Vice Media Votes To Unionize As Trend In Digital Media Continues

Gawker, Salon, and Guardian US have led the way.

NEW YORK -- Writers at Vice Media, the Brooklyn-based digital media company valued at $2.5 billion, have voted to unionize.

Vice employees sent a letter Friday to CEO Shane Smith and other top executives.

"We are proud of the work we do here at Vice," it read. "We love being part of a company that is changing media and having an impact on the world. We believe that a union is a logical step for the long-term legacy of the company."

Vice management agreed to recognize the union and the two sides will begin collective bargaining.

"I'm so proud of all my perfect diamonds here at Vice," Smith said in a statement. "Every single day your ideas and work continue to blow me away. I am proud to support all of you -- and as an old grey-haired man all I want is for my beautiful Vice family to be happy -- those writers who voted to unionize and those who did not. I love you all, and together we will conquer the world."

Vice is the largest digital media company to unionize amid a string of recent organizing efforts. While employees at legacy media companies have long had opportunities to join unions, there's been little representation in the digital world.

Gawker sparked discussions about unionizing this spring with a debate among staff that took place more or less in public on the site. The employees voted in June to form a union. Salon followed suit last month, and Guardian US voted unanimously to unionize just last week. Other digital media companies are believed to be contemplating similar efforts.

Like Salon and Gawker, writers at Vice Media are represented by the Writers Guild of America, East. Lowell Peterson, executive director of the Writers Guild of America, East, said in a statement the union "is excited to work with these creative professionals, who want and deserve a seat at the table.”

The Wall Street Journal first reported on Vice writers' vote to unionize.

Vice Media has 1,500 employees worldwide, including 700 in the United States. Roughly 10 percent of the company's U.S.-based employees are writers. At Gawker, 118 employees were eligible for the union. There were 26 and 45 union-eligible employees at Salon and Guardian US, respectively.

Starting out as a punk magazine in the mid-'90s, Vice has grown into a media juggernaut with a 30,000-square-foot headquarters in Brooklyn and dozens of offices worldwide.

Vice chief operating officer Alyssa Mastromonaco touted the company's growth in a statement, saying "every step of that dizzying growth has been a reinvention of what Vice does and how it’s done."

"That includes the never-ending process of building the most progressive workplace we can, which today includes giving employees 100's of millions of dollars in company equity, competitive salaries, paid leave and now tuition reimbursement," Mastromonaco continued. "Through these steps and others, Vice will continue doing whatever it takes to attract and retain the worlds best creative minds."

The Journal reported that in 2013, Vice management acknowledged that it paid editorial writers an average of $45,000 a year. A source told the Journal that the average for non-management employees is now close to $70,000.

This has been updated to include statements from the company and the union.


*Task*. Examine the entries and show every line in which the word "Trayectoria" is found.

Excerpts from an interface dataset
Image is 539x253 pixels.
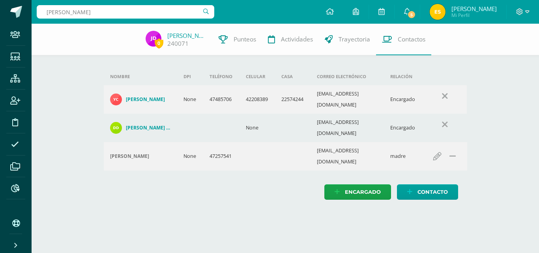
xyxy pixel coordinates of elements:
img: 0abf21bd2d0a573e157d53e234304166.png [430,4,446,20]
th: Correo electrónico [311,68,384,85]
td: [EMAIL_ADDRESS][DOMAIN_NAME] [311,142,384,171]
th: Casa [275,68,311,85]
span: 5 [407,10,416,19]
h4: [PERSON_NAME] De La [PERSON_NAME] [126,125,171,131]
a: Punteos [213,24,262,55]
div: Yesenia Canté [110,153,171,159]
th: Nombre [104,68,177,85]
a: Contacto [397,184,458,200]
td: [EMAIL_ADDRESS][DOMAIN_NAME] [311,114,384,142]
th: Celular [240,68,275,85]
td: Encargado [384,85,422,114]
th: DPI [177,68,203,85]
a: 240071 [167,39,189,48]
h4: [PERSON_NAME] [126,96,165,103]
img: a6c683d80385de4fc80c964320a3231b.png [146,31,161,47]
span: Punteos [234,35,256,43]
td: Encargado [384,114,422,142]
input: Busca un usuario... [37,5,214,19]
th: Relación [384,68,422,85]
span: 0 [155,38,163,48]
td: 47257541 [203,142,240,171]
span: Contactos [398,35,426,43]
td: None [177,142,203,171]
td: 42208389 [240,85,275,114]
a: [PERSON_NAME] de [167,32,207,39]
span: Mi Perfil [452,12,497,19]
a: [PERSON_NAME] De La [PERSON_NAME] [110,122,171,134]
td: None [240,114,275,142]
span: Trayectoria [339,35,370,43]
span: Encargado [345,185,381,199]
img: cda1f75813fb342fbf20979a1b91cdc3.png [110,94,122,105]
a: [PERSON_NAME] [110,94,171,105]
a: Contactos [376,24,431,55]
h4: [PERSON_NAME] [110,153,149,159]
td: 47485706 [203,85,240,114]
span: Contacto [418,185,448,199]
a: Actividades [262,24,319,55]
a: Trayectoria [319,24,376,55]
img: 34241dea72f776e9e36a38d5f2a3e3b8.png [110,122,122,134]
td: madre [384,142,422,171]
span: Actividades [281,35,313,43]
td: None [177,85,203,114]
td: 22574244 [275,85,311,114]
th: Teléfono [203,68,240,85]
td: [EMAIL_ADDRESS][DOMAIN_NAME] [311,85,384,114]
a: Encargado [324,184,391,200]
span: [PERSON_NAME] [452,5,497,13]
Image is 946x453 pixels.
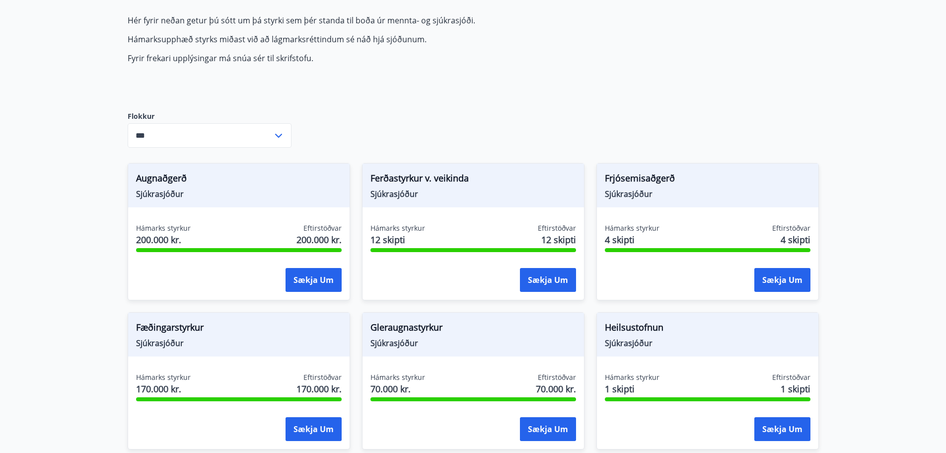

*Your response*.
span: Trayectoria [339,35,370,43]
a: Trayectoria [319,24,376,55]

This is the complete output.